There is no clear, single path to getting published. While I haven't yet reached a level of commercial success, I have climbed the mountain a couple times. Here are a few basic lessons I’ve learned on the journey:
1) Compelling content. You’ve got to have something really important or entertaining to share. A guy I know sold five times more books on repairing small engines than I sold in two page-turning novels. He went deep into a sliver of a niche while I surfed a part of the ocean.
2) Write it out. Unless you have $30,000 or so to pay some pro to write your story, you’ve got to write it yourself, and it better be dadgum good.
3) Find good editors. Harder than it sounds. You need people to give you feedback on content (plot, flow, tension), copy (grammar, punctuation) and most important, that it’s altogether worth continuing. Sugarcoated feedback from friends is a counterproductive tease.

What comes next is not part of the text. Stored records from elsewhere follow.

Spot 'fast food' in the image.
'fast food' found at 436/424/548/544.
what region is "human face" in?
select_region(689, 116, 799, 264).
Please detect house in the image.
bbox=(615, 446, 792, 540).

4) Find a publisher. You can always pay $600 or so to self publish (print on demand), but if you do, the hundreds of hours you have invested so far are just a start. Buy a copy of “Writer’s Market” at Barnes & Noble or Amazon for a full listing of publishers for your genre and send them a proposal, or query letter.

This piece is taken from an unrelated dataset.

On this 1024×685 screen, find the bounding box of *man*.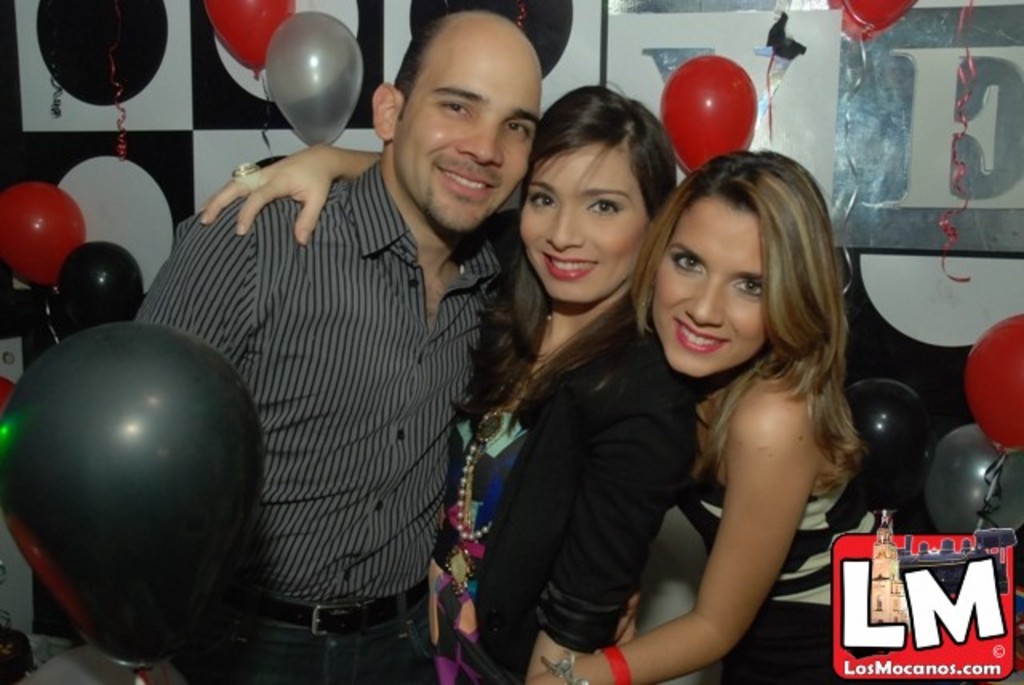
Bounding box: [left=128, top=11, right=541, bottom=683].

5) Marketing. So you have a book. Except for a few dozen sales to friends and family, who’s going to know it exists? Local book stores won’t carry self published books unless you really work it. The media pretty much ignore all the requests they get to announce new books. There are 200,000 books published every year and fewer people reading. Even if you land Doubleday or some other national publisher, you still need connections and hard work to promote your book. And good agents are even tougher to find than publishers.
6) Recovering your costs. You have to sell thousands of books to recover the many costs of writing, publishing and marketing. Only 250 or so Americans make a living writing fiction, so don’t quit your day job.
This all sounds onerous because it is. It’s the marketplace’s way of filtering the eagles from the pigeons. And yet despite all the time, frustration, rejection and cost, I’m still working on book #3.
If you’d like any more information about my journey, send me an email with your phone number.
Bottom line: keep your eyes on the stars, and your feet firmly planted in reality.